After weeks of relentless attacks against Denmark, Greenland and the United States’ European allies, Donald Trump announced on January 21 “the framework of a future deal” over Greenland after a meeting with Mark Rutte, NATO’s secretary-general, at the World Economic Forum in Davos, Switzerland. On Wednesday, February 11, the day before a meeting of NATO defense ministers in Brussels, Rutte, the former Dutch prime minister, announced the launch of “Arctic Sentry,” an enhanced surveillance operation in the region aimed at addressing the American president’s concerns.
The new initiative would “leverage NATO’s strength to protect our territory and ensure the Arctic and the High North remain secure,” said General Alexus Grynkewich, NATO’s supreme allied commander, on Wednesday. “For the first time now, we will bring everything we do in the Arctic together under one command,” added Rutte.

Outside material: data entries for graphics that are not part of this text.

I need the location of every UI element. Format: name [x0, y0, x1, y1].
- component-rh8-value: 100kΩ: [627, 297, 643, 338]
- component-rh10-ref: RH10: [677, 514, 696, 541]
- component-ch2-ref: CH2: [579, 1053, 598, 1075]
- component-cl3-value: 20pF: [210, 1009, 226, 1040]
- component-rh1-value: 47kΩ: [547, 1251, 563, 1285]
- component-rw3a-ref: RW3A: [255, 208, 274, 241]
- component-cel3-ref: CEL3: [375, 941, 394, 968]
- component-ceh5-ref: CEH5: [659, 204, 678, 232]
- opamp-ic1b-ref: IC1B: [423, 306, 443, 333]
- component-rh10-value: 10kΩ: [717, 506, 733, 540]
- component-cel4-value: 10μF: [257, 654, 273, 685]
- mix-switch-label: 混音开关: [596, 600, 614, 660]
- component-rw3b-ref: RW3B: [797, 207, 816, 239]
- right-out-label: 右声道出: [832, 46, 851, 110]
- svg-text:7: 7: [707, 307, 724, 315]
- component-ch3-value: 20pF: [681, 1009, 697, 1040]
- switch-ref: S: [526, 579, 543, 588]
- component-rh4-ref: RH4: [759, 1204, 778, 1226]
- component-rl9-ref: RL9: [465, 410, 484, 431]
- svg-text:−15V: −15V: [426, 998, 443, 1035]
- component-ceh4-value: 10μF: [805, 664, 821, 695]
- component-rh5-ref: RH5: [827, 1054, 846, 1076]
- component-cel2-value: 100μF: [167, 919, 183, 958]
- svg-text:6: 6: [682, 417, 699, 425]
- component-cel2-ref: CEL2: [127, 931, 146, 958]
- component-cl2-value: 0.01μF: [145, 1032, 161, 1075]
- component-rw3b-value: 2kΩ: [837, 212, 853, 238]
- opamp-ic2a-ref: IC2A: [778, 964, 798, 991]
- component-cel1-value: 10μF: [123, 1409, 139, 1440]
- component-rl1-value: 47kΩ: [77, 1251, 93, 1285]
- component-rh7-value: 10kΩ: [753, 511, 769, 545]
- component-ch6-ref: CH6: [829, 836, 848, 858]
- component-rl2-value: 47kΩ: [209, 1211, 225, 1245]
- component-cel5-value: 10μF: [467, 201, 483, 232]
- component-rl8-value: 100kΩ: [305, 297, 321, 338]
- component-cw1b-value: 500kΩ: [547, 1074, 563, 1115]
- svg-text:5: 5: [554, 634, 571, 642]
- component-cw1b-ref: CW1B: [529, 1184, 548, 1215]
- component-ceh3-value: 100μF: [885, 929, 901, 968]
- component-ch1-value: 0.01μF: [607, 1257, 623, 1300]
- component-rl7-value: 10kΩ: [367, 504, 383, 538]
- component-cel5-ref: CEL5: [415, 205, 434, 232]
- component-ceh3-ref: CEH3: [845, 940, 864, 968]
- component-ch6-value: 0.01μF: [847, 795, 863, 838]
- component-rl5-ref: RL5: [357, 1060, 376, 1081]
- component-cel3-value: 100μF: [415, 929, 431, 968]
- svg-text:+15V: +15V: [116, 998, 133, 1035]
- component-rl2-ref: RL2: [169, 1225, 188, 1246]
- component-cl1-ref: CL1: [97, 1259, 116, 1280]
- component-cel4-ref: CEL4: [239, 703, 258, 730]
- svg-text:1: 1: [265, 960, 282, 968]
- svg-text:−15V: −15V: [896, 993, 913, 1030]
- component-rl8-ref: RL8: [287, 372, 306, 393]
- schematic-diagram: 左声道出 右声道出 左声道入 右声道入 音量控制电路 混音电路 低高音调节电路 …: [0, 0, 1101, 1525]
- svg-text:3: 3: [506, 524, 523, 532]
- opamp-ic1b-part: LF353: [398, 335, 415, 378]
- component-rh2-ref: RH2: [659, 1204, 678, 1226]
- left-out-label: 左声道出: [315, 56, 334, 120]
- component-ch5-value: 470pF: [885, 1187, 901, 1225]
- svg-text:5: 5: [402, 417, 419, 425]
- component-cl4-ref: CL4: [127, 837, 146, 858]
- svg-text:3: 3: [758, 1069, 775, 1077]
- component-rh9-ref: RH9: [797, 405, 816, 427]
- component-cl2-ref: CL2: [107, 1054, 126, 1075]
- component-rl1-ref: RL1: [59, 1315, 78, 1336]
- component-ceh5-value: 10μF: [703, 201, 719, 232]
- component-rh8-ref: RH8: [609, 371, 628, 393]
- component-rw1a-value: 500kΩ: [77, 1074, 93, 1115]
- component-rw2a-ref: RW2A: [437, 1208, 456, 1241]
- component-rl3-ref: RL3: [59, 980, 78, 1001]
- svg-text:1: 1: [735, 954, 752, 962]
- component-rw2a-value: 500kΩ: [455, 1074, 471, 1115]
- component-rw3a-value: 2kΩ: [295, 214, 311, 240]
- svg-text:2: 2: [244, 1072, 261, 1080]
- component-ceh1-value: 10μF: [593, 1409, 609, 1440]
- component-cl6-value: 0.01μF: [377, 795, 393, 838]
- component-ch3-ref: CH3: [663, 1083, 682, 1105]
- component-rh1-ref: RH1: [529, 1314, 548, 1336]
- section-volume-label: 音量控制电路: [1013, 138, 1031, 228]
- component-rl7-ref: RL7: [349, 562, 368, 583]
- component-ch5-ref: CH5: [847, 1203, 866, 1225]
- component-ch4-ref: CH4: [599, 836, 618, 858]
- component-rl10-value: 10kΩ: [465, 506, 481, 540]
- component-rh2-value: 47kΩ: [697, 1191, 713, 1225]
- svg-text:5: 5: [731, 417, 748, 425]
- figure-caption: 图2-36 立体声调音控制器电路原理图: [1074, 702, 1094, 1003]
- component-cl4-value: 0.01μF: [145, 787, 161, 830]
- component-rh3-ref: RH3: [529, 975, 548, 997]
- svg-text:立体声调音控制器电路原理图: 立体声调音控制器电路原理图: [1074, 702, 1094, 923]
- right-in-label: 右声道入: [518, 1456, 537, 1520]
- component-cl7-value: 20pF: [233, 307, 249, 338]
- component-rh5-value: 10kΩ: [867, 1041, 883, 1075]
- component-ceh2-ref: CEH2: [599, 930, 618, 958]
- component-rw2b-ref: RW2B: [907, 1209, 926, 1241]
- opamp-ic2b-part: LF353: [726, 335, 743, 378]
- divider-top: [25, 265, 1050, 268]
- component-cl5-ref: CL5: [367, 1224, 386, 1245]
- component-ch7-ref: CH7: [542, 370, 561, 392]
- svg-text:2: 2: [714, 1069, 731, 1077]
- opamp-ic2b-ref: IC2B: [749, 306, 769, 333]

More specifically, all of the military exercises that various NATO countries had already planned in the area, as well as new surveillance resources deployed in the Arctic, will be coordinated at NATO’s Norfolk command in the US state of Virginia. Some countries have already announced sending new resources to the Arctic, such as the United Kingdom, which will double the contingent it has deployed in Norway, going from 1,000 to 2,000 soldiers in the next three years.